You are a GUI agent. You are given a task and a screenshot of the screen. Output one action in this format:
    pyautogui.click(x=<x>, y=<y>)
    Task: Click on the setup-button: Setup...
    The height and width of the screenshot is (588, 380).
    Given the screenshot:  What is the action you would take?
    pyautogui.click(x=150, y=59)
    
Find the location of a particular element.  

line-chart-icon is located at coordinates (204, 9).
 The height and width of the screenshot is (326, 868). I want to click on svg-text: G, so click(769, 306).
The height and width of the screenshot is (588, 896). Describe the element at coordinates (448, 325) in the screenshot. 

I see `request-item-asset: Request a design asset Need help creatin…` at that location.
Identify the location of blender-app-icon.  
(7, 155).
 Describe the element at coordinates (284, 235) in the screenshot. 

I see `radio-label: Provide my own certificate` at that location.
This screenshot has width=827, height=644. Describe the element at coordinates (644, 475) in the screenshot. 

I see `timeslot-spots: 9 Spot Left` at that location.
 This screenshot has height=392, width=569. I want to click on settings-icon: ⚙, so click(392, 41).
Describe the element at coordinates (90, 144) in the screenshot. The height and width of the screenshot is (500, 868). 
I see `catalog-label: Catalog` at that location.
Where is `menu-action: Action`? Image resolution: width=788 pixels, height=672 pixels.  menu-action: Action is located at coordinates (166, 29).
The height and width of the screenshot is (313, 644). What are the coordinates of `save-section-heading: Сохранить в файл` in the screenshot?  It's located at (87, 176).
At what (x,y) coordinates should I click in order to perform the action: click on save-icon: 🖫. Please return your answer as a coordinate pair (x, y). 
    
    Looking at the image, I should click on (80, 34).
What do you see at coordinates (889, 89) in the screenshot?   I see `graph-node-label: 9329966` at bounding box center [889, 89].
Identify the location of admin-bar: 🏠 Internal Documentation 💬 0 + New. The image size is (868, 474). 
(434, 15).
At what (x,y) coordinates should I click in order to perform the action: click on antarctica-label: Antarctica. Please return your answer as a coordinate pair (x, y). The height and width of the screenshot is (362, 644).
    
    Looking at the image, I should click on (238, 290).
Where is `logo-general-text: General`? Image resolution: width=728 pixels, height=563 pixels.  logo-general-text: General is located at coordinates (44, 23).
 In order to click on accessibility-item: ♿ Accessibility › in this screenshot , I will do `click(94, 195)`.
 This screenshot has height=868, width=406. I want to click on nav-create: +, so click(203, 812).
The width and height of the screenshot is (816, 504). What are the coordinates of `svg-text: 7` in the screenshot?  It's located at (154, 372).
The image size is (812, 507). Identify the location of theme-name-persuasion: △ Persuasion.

> **EXERCISE PROMPT**
Write out only the lines from the one containing "In order to click" through the end of the listing above, exactly as they stand.

> **TASK RESULT**
 In order to click on accessibility-item: ♿ Accessibility › in this screenshot , I will do `click(94, 195)`.
 This screenshot has height=868, width=406. I want to click on nav-create: +, so click(203, 812).
The width and height of the screenshot is (816, 504). What are the coordinates of `svg-text: 7` in the screenshot?  It's located at (154, 372).
The image size is (812, 507). Identify the location of theme-name-persuasion: △ Persuasion.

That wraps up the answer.